The problem: The lines from the one holding "The image size is (792, 612)." through the end of the records below are to be written out exactly, and nothing else; pictures are to be left out.

[Records supplied]

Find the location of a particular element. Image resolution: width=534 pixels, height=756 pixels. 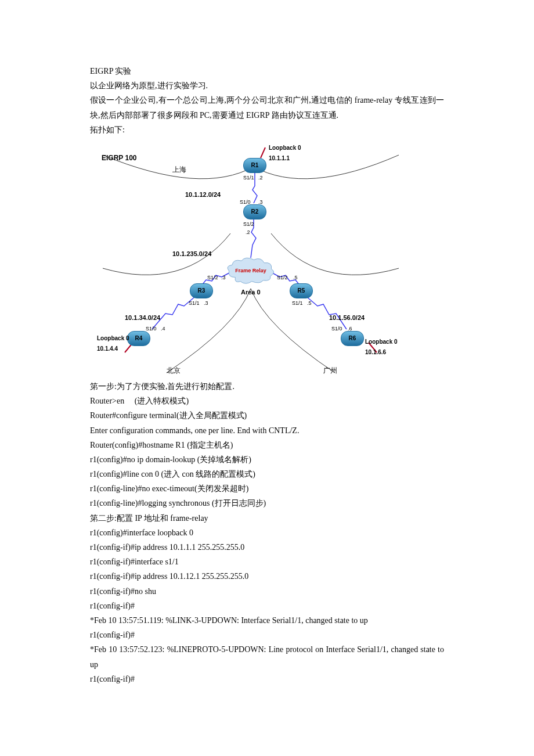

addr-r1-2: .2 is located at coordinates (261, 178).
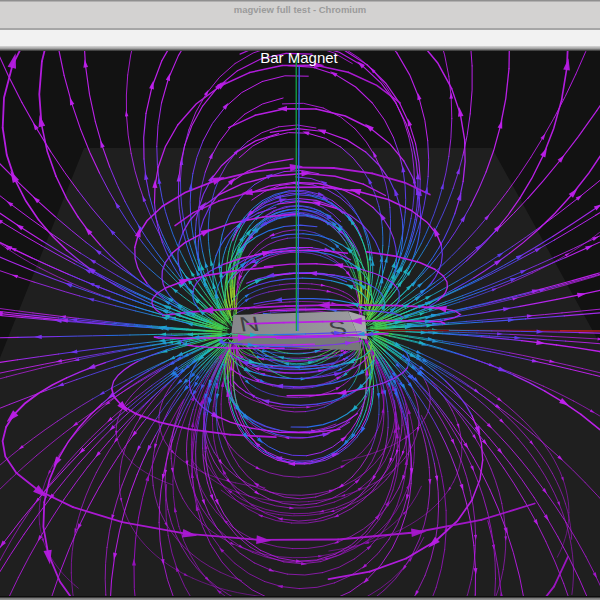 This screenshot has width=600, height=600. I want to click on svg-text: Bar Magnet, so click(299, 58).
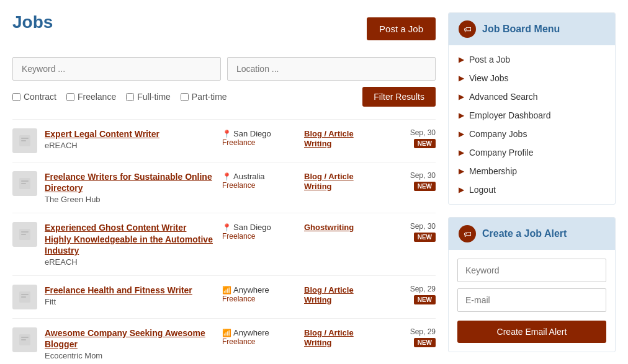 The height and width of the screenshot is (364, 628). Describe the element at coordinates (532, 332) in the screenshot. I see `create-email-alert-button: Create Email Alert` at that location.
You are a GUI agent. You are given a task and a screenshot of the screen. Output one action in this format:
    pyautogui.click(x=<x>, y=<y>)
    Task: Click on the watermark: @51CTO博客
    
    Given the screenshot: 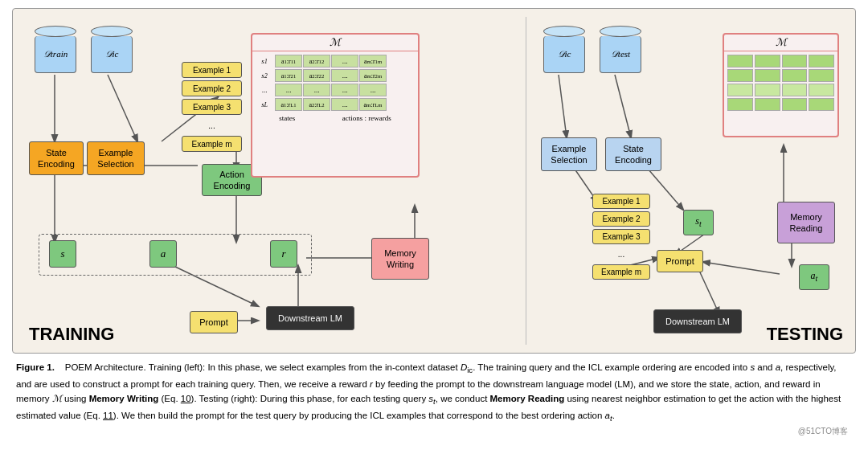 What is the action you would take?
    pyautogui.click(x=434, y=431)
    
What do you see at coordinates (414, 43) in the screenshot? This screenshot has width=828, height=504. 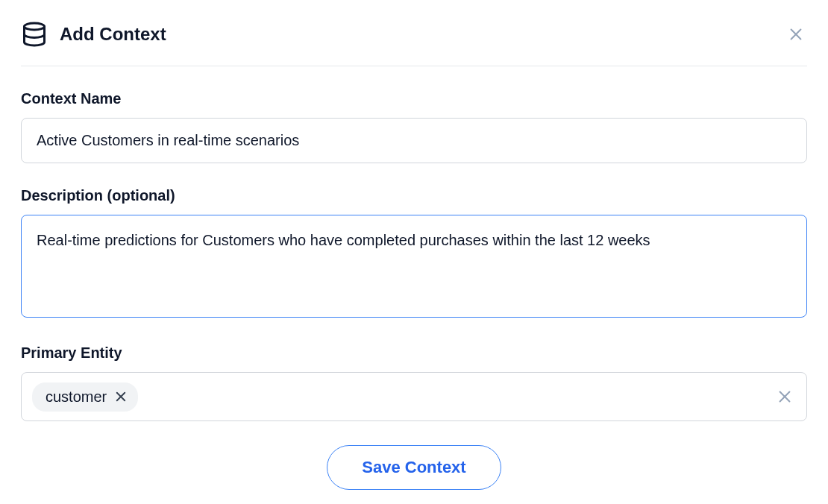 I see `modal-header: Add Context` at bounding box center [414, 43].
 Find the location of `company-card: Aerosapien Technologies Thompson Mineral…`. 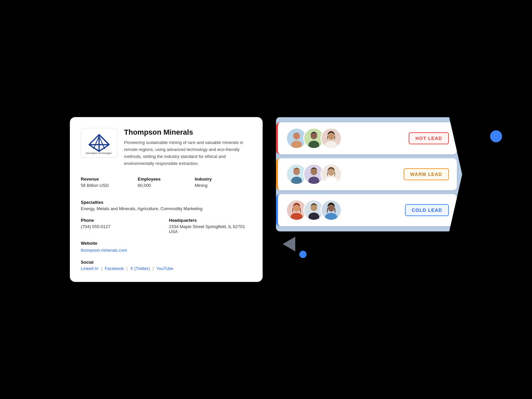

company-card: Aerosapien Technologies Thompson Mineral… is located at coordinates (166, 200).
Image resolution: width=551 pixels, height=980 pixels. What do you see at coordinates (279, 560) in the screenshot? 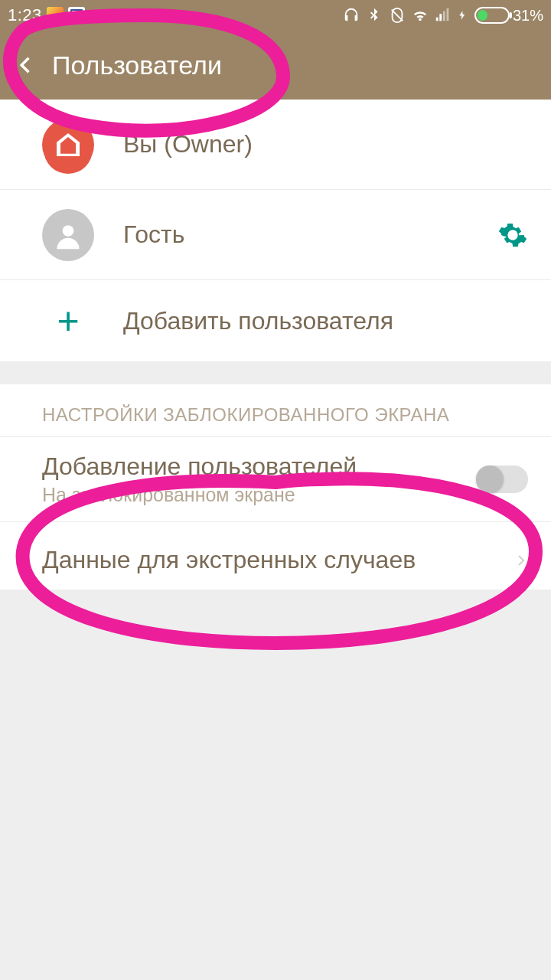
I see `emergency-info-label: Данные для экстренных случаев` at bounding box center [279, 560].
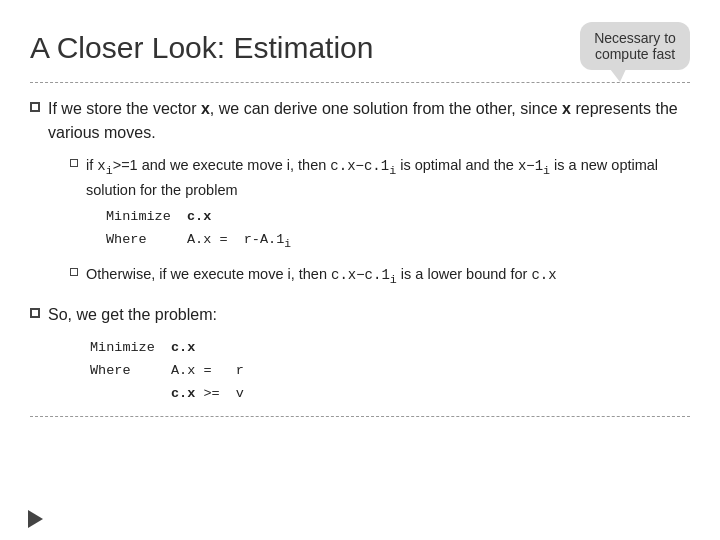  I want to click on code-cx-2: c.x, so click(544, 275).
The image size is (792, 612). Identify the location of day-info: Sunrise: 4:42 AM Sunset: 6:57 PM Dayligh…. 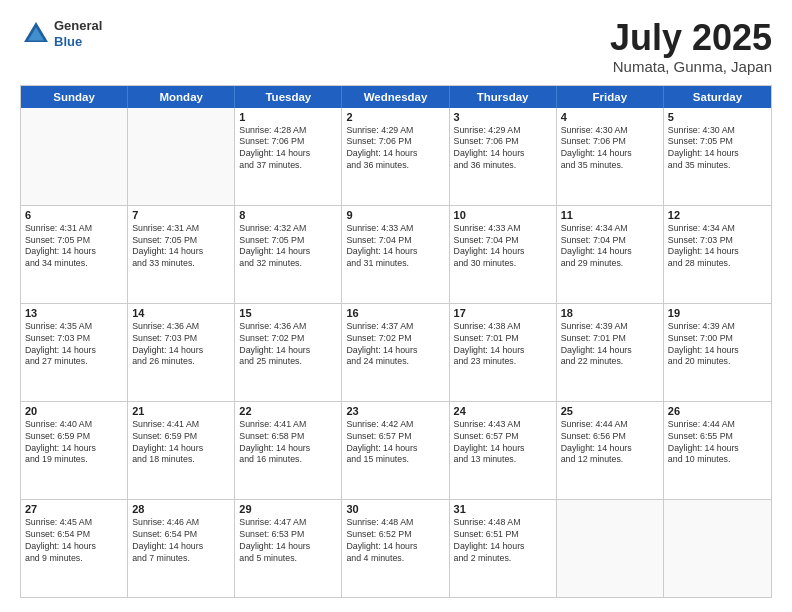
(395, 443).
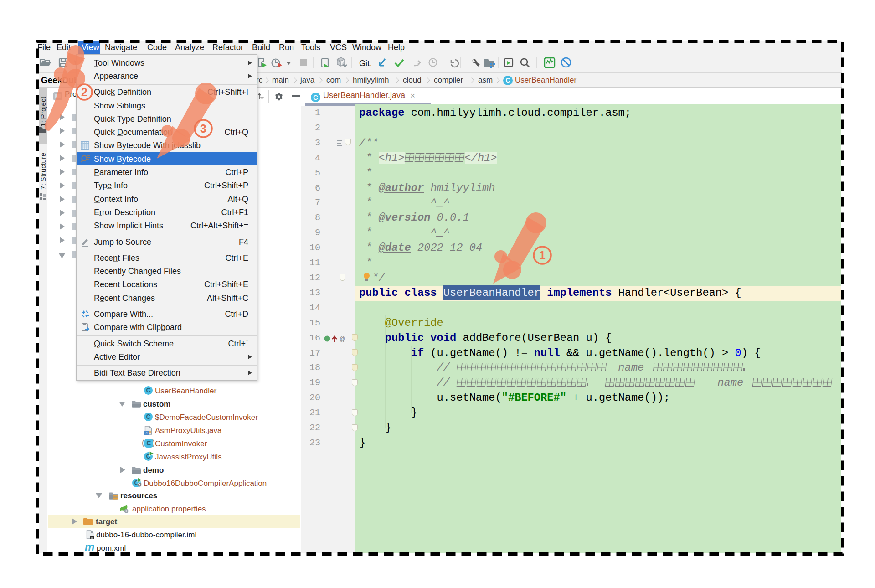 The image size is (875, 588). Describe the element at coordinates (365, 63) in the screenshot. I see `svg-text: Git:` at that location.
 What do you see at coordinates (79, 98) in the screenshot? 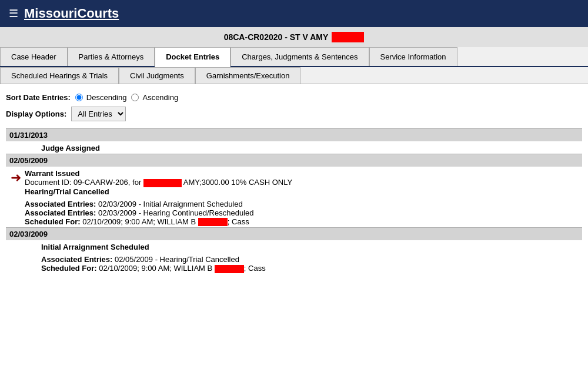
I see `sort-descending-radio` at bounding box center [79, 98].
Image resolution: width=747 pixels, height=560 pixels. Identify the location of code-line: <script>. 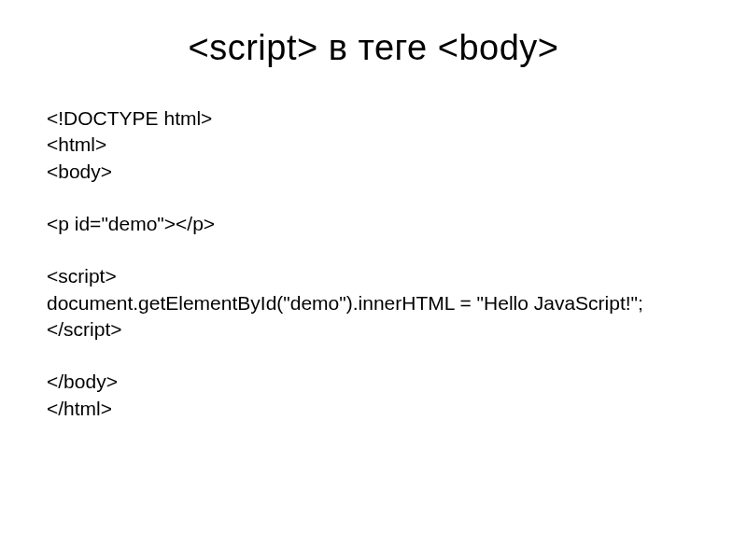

[/Records supplied]

Answer for this exercise:
The image size is (792, 612). Identify the location of day-info: Sunrise: 4:42 AM Sunset: 6:57 PM Dayligh…. 
(395, 443).
 The image size is (875, 588). Describe the element at coordinates (365, 63) in the screenshot. I see `svg-text: Git:` at that location.
 What do you see at coordinates (79, 98) in the screenshot? 
I see `sort-descending-radio` at bounding box center [79, 98].
Image resolution: width=747 pixels, height=560 pixels. Identify the location of code-line: <script>. 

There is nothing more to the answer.